During the 50 years since the assassination of President John F. Kennedy, more than 300 distinctly different conspiracy theories have been proposed to explain what “really” happened.
 
The finger of blame has been pointed at 42 groups, 82 assassins and 214 people.
 
No one, it seems, can agree on anything regarding the events of that dark day in Dallas on Nov. 22, 1963.
 
Except for this: Most Americans believe that gunman Lee Harvey Oswald was the only person telling the truth. Which is to say that four out of five Americans, an overwhelming 80 percent, believe that Oswald was, as he claimed after his arrest, a “patsy” and not the mastermind behind planning the crime.
 
This revelation comes from a national survey conducted by History channel, the results from which went into making “JFK Assassination: The Definitive Guide,” premiering at 8 p.m. Nov. 22.
 
It’s one of a multitude of Kennedy / Oswald / assassination / conspiracy-themed documentary specials airing this month.
 
History polled thousands of Americans — the first expansive survey on the assassination in nearly a decade, representing citizens of every state and covering a wide range of ages and ethnic, economic and educational backgrounds — to learn exactly what the country does and doesn’t believe.
 
The survey shows that public skepticism of the “Lone Gunman Theory,” supported by the Warren Commission in 1964, has never been higher. A total of 71 percent of Americans polled reject the “official” explanation.
 
Thus, we have a long list of other suspects, including the Mafia, Communists (those connected either to Castro or the Kremlin), factions within the CIA, the Pentagon and members of the American military industrial complex, the so-called “Umbrella Man” who was seen that day on the Grassy Knoll and even, astonishingly, the limo driver who was at the wheel of the Kennedy car.
 
Why have so many conspiracy theories thrived and multiplied through the years?
 
Steven Gillon, scholar-in-residence for the History channel and author of “Lee Harvey Oswald: 48 Hours to Live” (which inspired another History documentary airing Nov. 22), says there are several components to this question.
 
“Kennedy was the first president to use television to forge a personal bond with the public,” Gillon says. “The assassination affected America unlike any other single event in modern history — with the possible exception of 9-11.
 
“No American born prior to 1960 can forget where he or she was the moment they heard the news of the president’s death. Seventy-five hours of television coverage helped create a shared sense of national grief. Four of five Americans felt ‘the loss of someone very close and dear’ and more than half cried.
 
“Inevitably, in the years that followed, Americans have searched to give his death some meaning.”
 
We have trouble accepting that “a loser” like Oswald, “a man who could not drive a car or hold a job,” could kill someone as great as Kennedy and do it in broad daylight using a mail-order rifle.
 
“At some level, we have to convince ourselves that larger forces were involved,” Gillon continues. “We cannot accept that JFK’s death was the result of a random, inexplicable act of violence.
 
“The thread that runs through most conspiracy theories is that JFK was killed because he offered a new direction for the country. His death had to be purposeful, carried out by a willful band of people determined to hijack America’s future.
 
“The times of trouble that followed his death — the escalation of Vietnam, racial rioting, student protests, government corruption — all suggest that his death marked a critical turning point in our nation’s history.”
 
Consider also that we have learned from new investigations — the Church Committee in 1975 and the House Select Committee on Assassinations in 1976-78, along with the release of nearly 5 million previously classified documents since 1992 — that American intelligence agencies withheld information from the Warren Commission, raising doubts about the credibility of the commission’s findings.
 
Alas, there’s one other telling statistic that can be culled from History’s national survey: That 89 percent of the Americans polled, nearly nine out of 10, are steadfastly convinced we will never know the true story behind the killing of JFK.
 
Thus, the proliferation of crackpot theories still trying to explain it.
 
“Americans love a mystery,” Gillon says. “Turn on your television on any given night and half the shows on the air involve crime and investigations.
 
“With the Kennedy assassination, every American armed with a keyboard and Internet access can get online, selectively pull from the hundreds of shreds of often contradictory evidence, discover the facts that suit their theory and then ‘solve’ the greatest murder mystery of the 20th century.
 
“It’s a murder mystery where we each get to write our own ending.”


YOUR GOAL: There should be no pictures in your answer, only an exact copy of the lines from the one with "Describe the element" through the end of the material.

SUPPLIED MATERIAL:
- - - - - - -
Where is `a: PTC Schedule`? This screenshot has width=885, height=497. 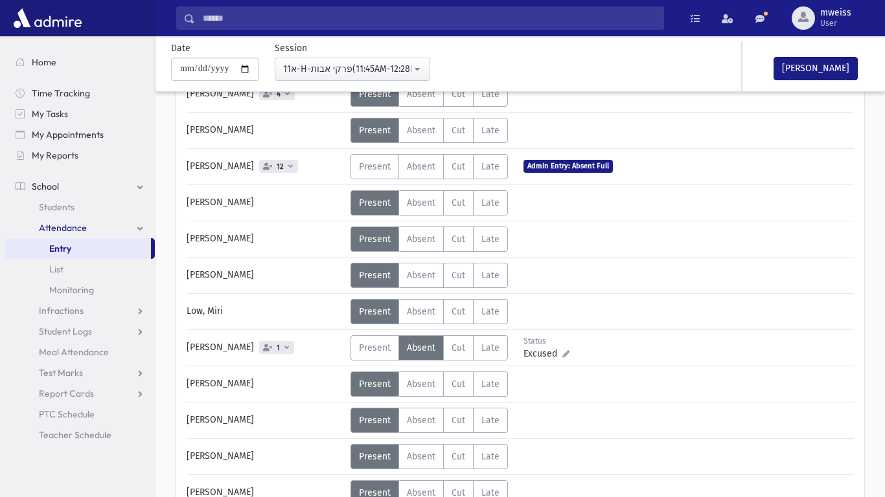 a: PTC Schedule is located at coordinates (80, 415).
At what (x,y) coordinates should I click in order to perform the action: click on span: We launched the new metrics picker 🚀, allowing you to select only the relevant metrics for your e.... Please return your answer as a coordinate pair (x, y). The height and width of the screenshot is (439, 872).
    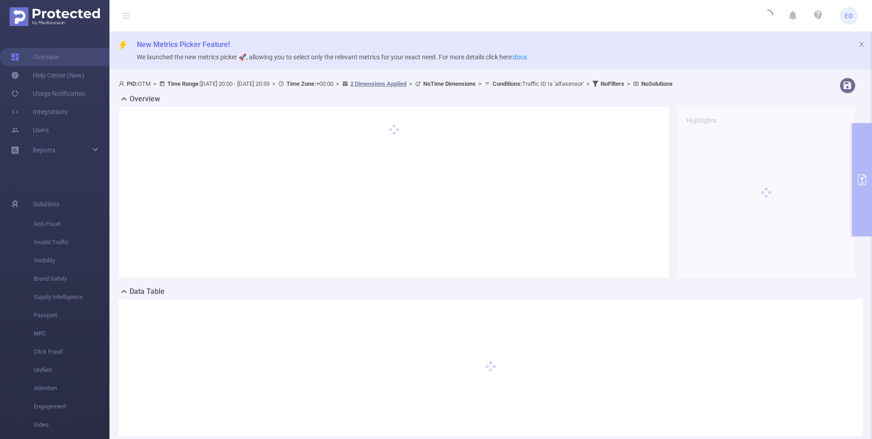
    Looking at the image, I should click on (332, 57).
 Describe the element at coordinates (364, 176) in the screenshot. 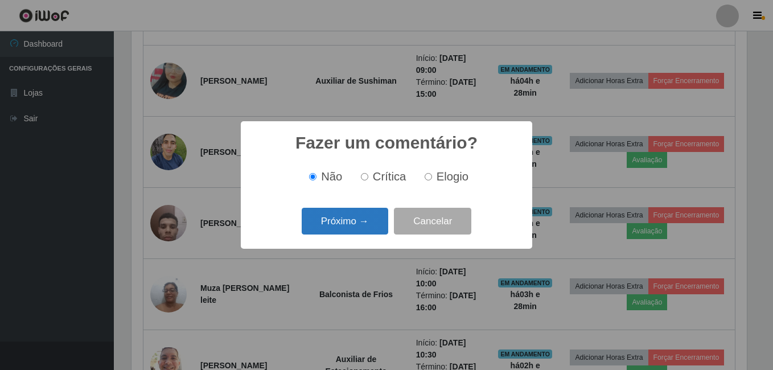

I see `input: Crítica` at that location.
- - - - - - -
SOLVED PROBLEM:
 Describe the element at coordinates (364, 176) in the screenshot. 

I see `input: Crítica` at that location.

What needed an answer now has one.